Gregor considered his sandwich, which, apparently, somebody wanted to tax to keep him from eating. Or something. He took an enormous bite off the end of it and thought that Philly steaks were the one thing he had really missed in all those years living in Washington. He missed them every time he went out of town, too, because when people made them other places, they didn’t make them absolutely right.
“So,” he said. “I thought, since you were the only person I knew who had ever met him, you could tell me whether it made sense to have Jig Tyler’s name on this list. If you thought he was capable of murder.”
“Most people are capable of murder, Krekor, under the right circumstances.”
“The kicker in that one is the ‘under the right circumstances.’ Most people will kill in self-defense, instinctively. A minority of people will kill under the influence of alcohol or drugs just because they lose all inhibitions. I’m not talking about situations like that. I’m talking about cold-blooded murder. Fill the pills with arsenic. Hand them over. Is he capable of a murder like that?”
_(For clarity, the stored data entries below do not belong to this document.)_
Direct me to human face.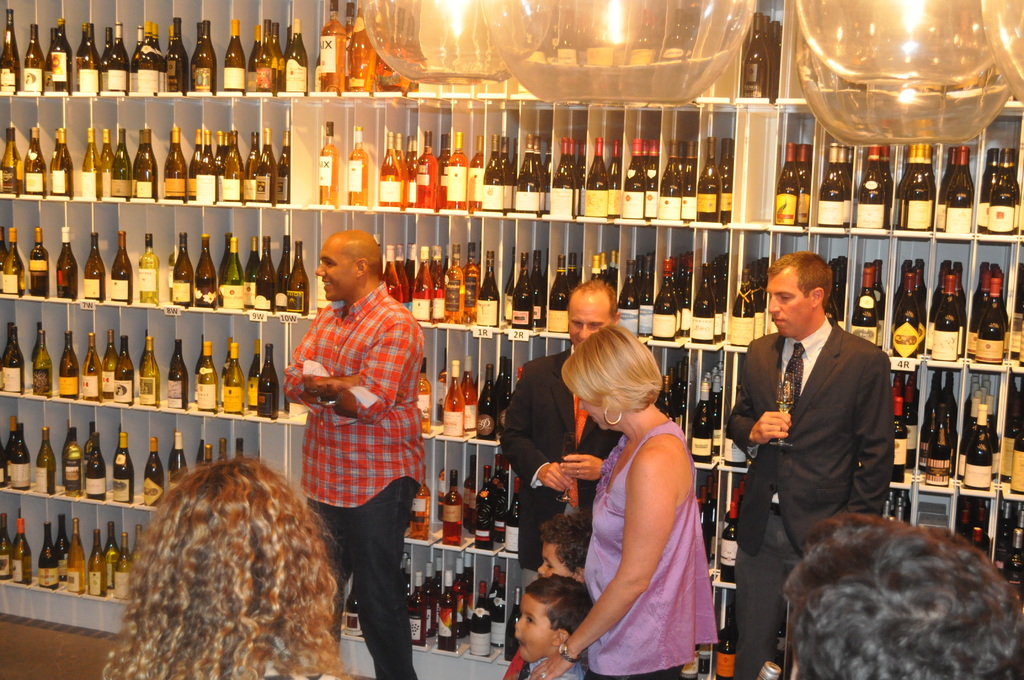
Direction: 514,589,555,662.
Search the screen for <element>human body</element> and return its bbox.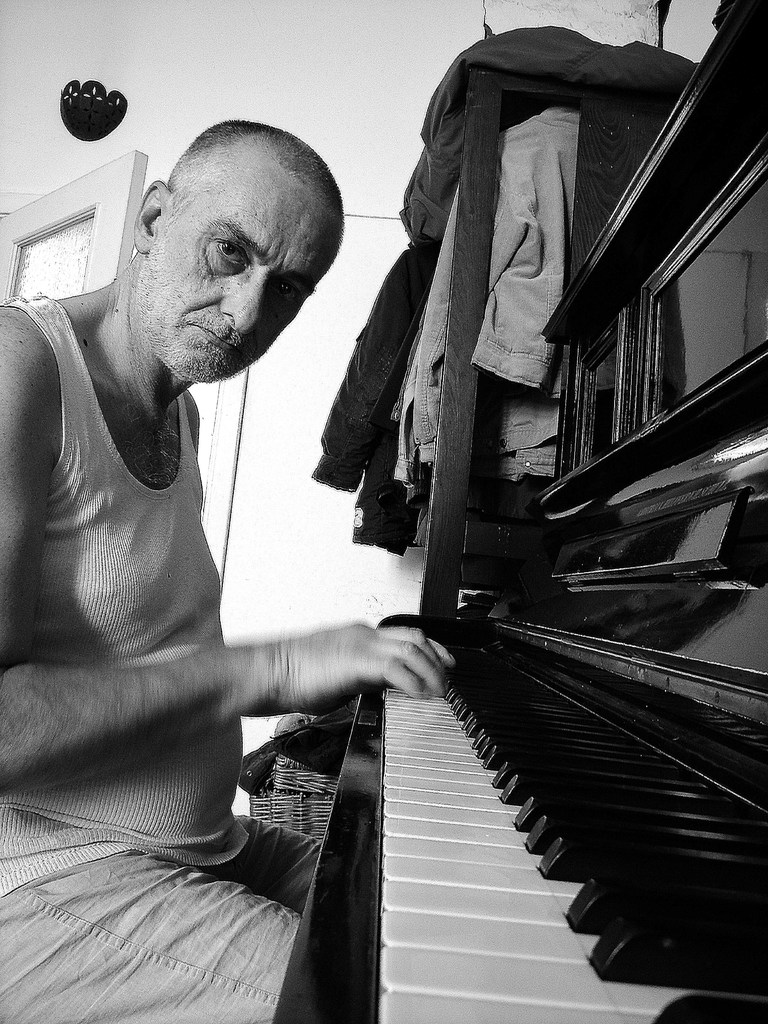
Found: box(0, 100, 456, 892).
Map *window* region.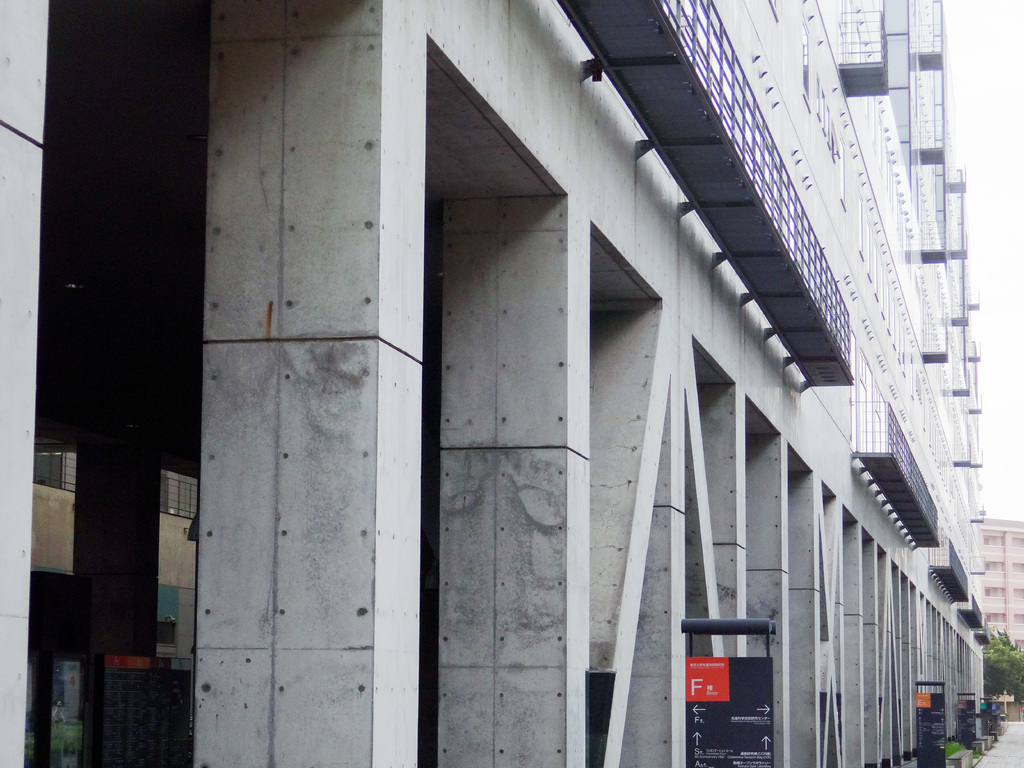
Mapped to rect(982, 561, 1000, 573).
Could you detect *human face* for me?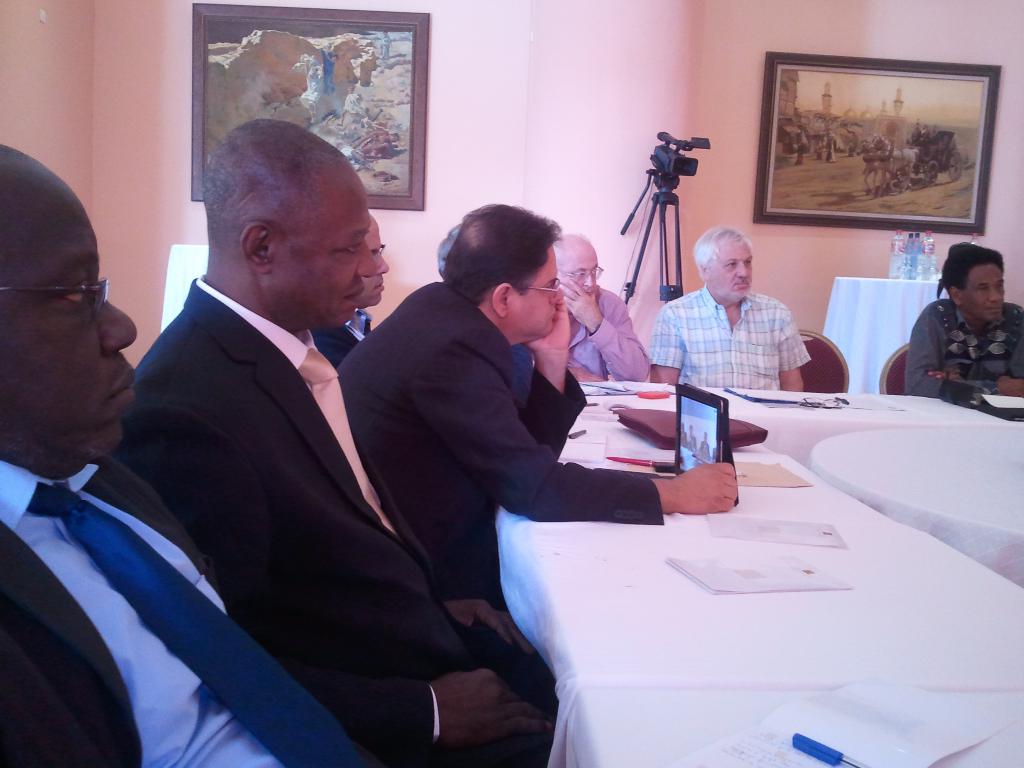
Detection result: Rect(955, 264, 1006, 323).
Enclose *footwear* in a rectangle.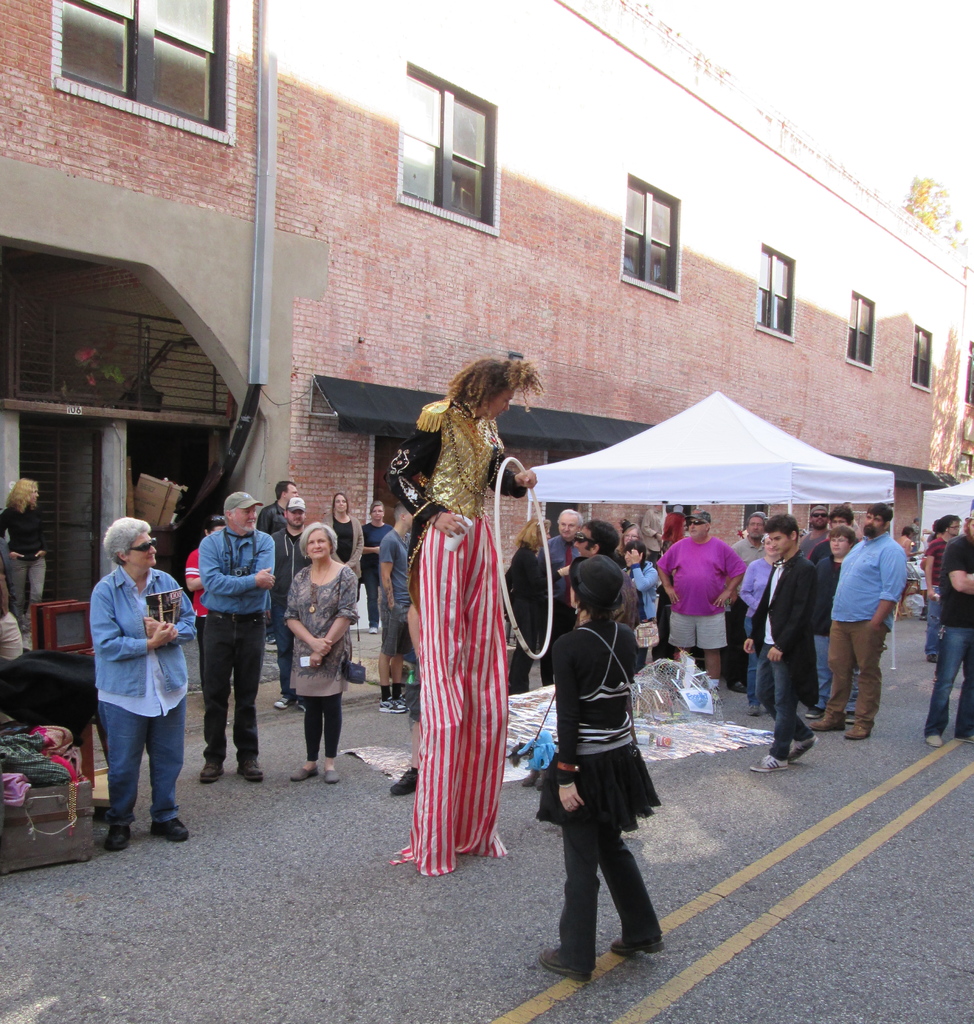
[x1=750, y1=755, x2=786, y2=771].
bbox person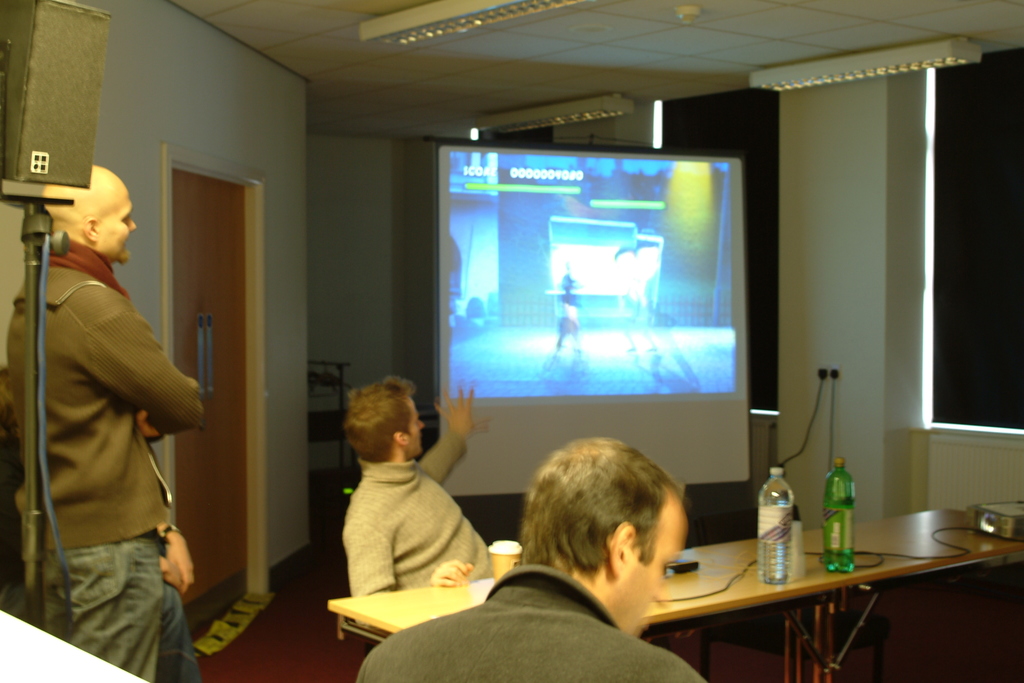
pyautogui.locateOnScreen(356, 438, 717, 682)
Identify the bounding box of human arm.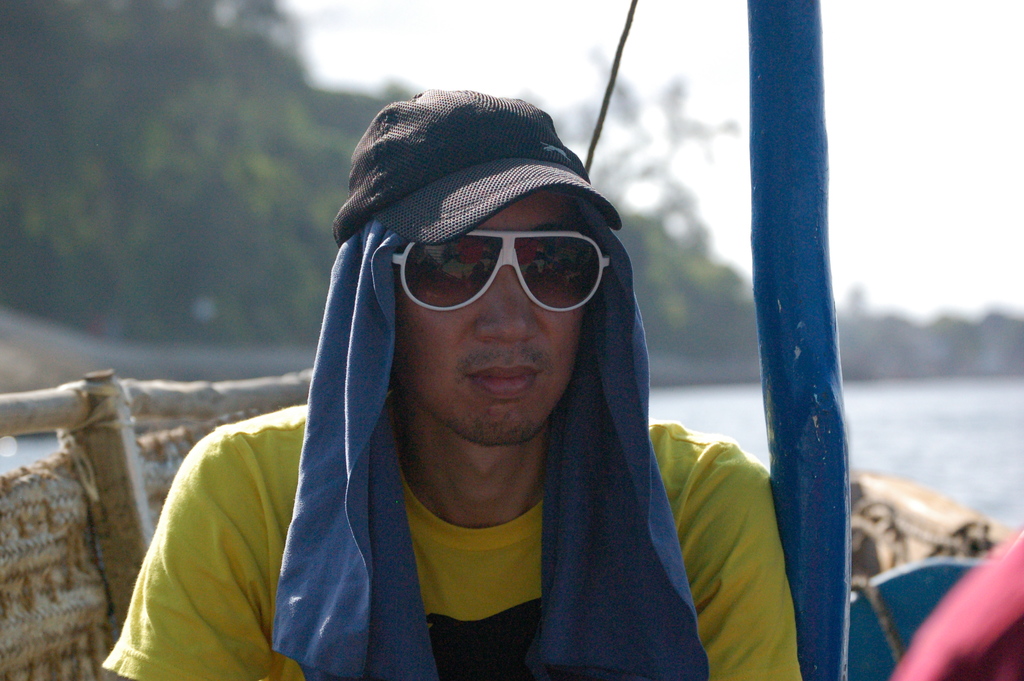
pyautogui.locateOnScreen(115, 441, 285, 672).
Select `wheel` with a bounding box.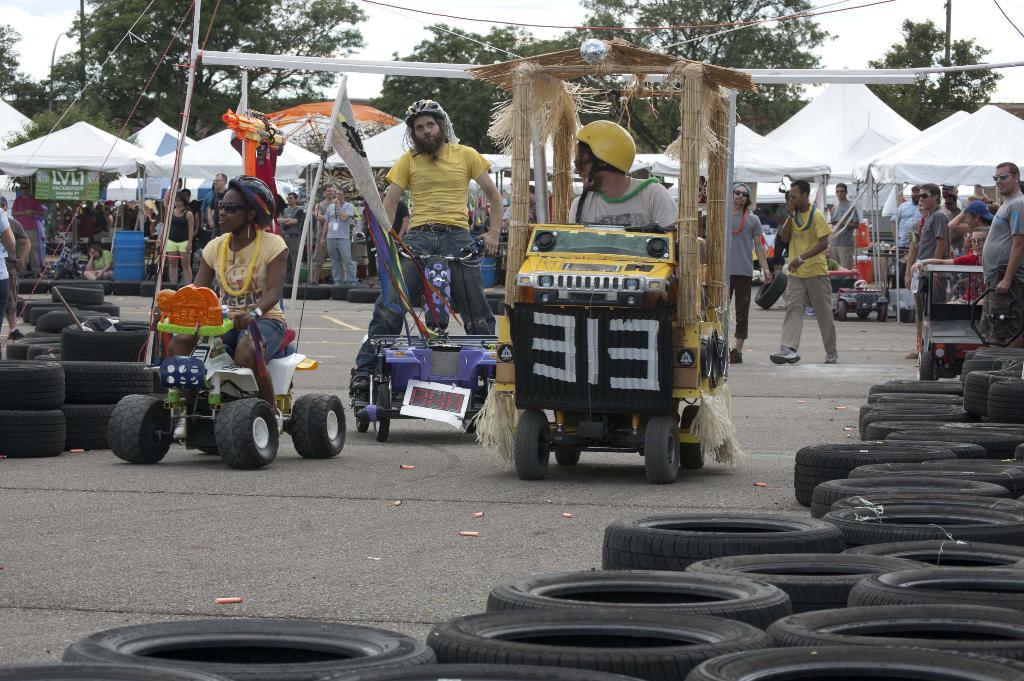
<region>106, 389, 179, 465</region>.
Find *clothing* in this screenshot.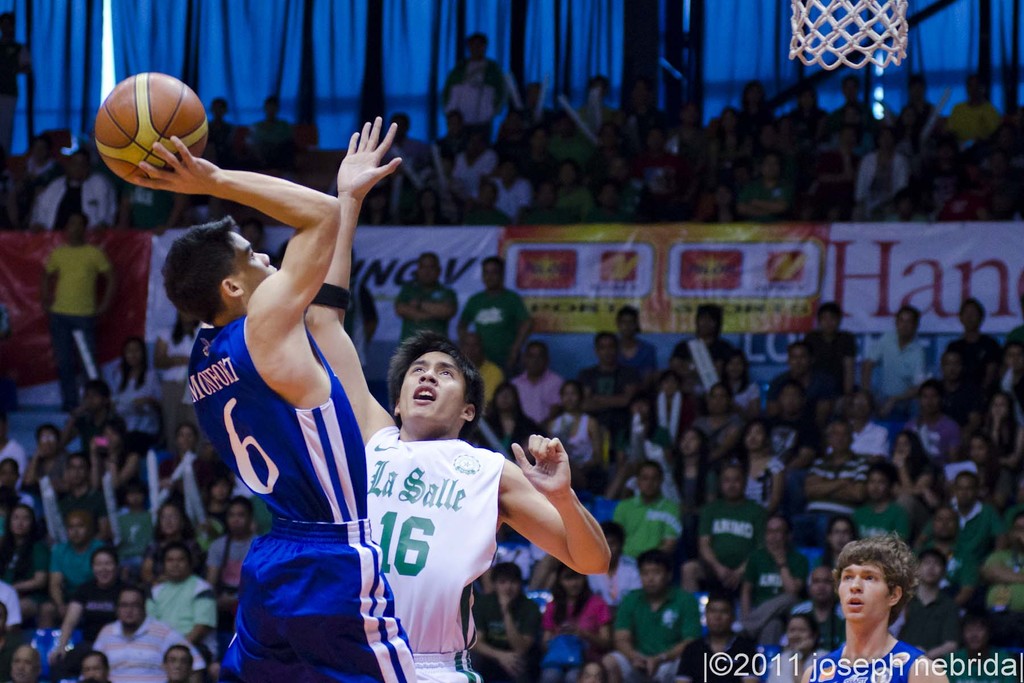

Tibor considered it. “Yes,” he said. “Under the right circumstances.”
Gregor threw up his hands.
Tibor shook his head. “No, Krekor, listen. Not that kind of under the right circumstances. When I met Dr. Tyler, we were on a committee to set up a help service for new immigrants. It was a year and a half ago. The purpose of the committee was to put in place a group of trained professionals who could help new immigrants with their problems with the immigration authorities, with finding a place to learn English, with applying for naturalization, with finding employment, with dealing with regulations if they want to start a business. The committee was put together by Reverend Kim at the Korean Baptist Church. His church was helping many more people than it used to, because there have been many more refugees from North Korea in the last few years. He looked around and saw a need, because many of the immigrants who come here do not come to existing communities and must handle things on their own. He put out a call for help and money; he got lots of help and only a little money. Dr. Tyler put in forty-five thousand dollars.”
“Well, that’s not to his discredit,” Gregor said. “That’s very good of him.”
“Yes, Krekor, it was very good of him. He is a relatively wealthy man. His books sell well and the Nobel Prize brings about a million dollars with it. But he is like many wealthy men in these enterprises. He gives, but he expects to get in return.”
“And what did he expect to get?”
“Our agreement not to attempt to block, or even to protest, legislation that would have made the pastors who practice faith healing liable to criminal prosecution for practicing medicine without a license.”
Gregor sat back on his seat. It was, he thought, not all that ridiculous an idea. He could even see a couple of ways around the constitutional problems somebody was bound to bring up, probably the ACLU.
“You’d argue it as a kind of fraud protection,” he said. “You’d say there is no evidence that faith healing works, ever—is there?”
“No,” Tibor said. “It is my personal opinion that if God wanted to cure all our ills with prayer, He wouldn’t have given us the minds to invent modern medicine. I am not saying that God does not sometimes heal us when we ask for healing in prayer. Yes, He does that. I am saying I know of no properly corroborated case of a cure through faith healing. There are stories, of course. People claim things. Some of the things they claim might even be true. But they can’t document them, and if they can’t document them, then the proper response of rational people is to think it probably did not happen. But here, you see, is the difficulty. Not all people, not even all rational people, have the proper response. They hear the stories, and they find the stories more compelling than the hard evidence. And they go to faith healers anyway. Sometimes they give these people a lot of money they cannot afford to give. Sometimes they do things that make their conditions medically worse. Diabetics throw away their insulin, for instance, and some of the ones who do go into comas and some of the ones who go into comas die.”
“I’m surprised nobody has thought of this before, if it’s that bad,” Gregor said.
“People have thought of it before,” Tibor said, “and it’s worse than you realize. Jehovah’s Witnesses will not have blood transfusions, even to save their lives. Christian Scientists do not consult conventional doctors or use conven
tional medicine. They use Christian Science practitioners instead. Christian Science practitioners pray with the sick person, but do not use medicines or medical technology. There have been cases involving the death of children—”
“—Good God.”
“Yes, Krekor, good God. There are states that have passed laws requiring parents to seek conventional medical care for children in spite of their religious beliefs, and those hold up when they are passed, because the child itself is not making the decision and the parent who does make the decision is not hurting only himself. And this is fine with me, Krekor. I have nothing at all against such laws to protect children. But I do have something against such laws to stop the adults involved in these religions from refusing medical care they deem to be sinful or inappropriate. Do I think they’re stupid to do this? Yes, dear God, yes. I think they are stupid almost to the point of criminality. But I also think that it must be their choice, and their decision, on their terms, and not mine.”
“And Jig Tyler, I take it, didn’t feel that way,” Gregor said.
“Dr. Tyler expressed the opinion that anybody who could look at the evidence and still think faith healing was a rational choice was not, in fact, rational, and that we do not allow mentally incompetent people to run around making decisions they are unable to make and hurting themselves in the process. If a person is mentally ill, we have hearings and commit him to a mental institution. If people persist in irrational and harmful behavior, we make laws against the irrational and harmful behavior. Like seat belt laws. He brought up the seat belt laws. That’s why I was thinking of them.”
“And that’s why you think he is capable of committing a cold-blooded murder?’
Tibor looked into his coffee cup. It was empty. “Krekor,” he said. “You have to understand something. Dr. Tyler is a serious person.”
“You mean he doesn’t have much of a sense of humor?”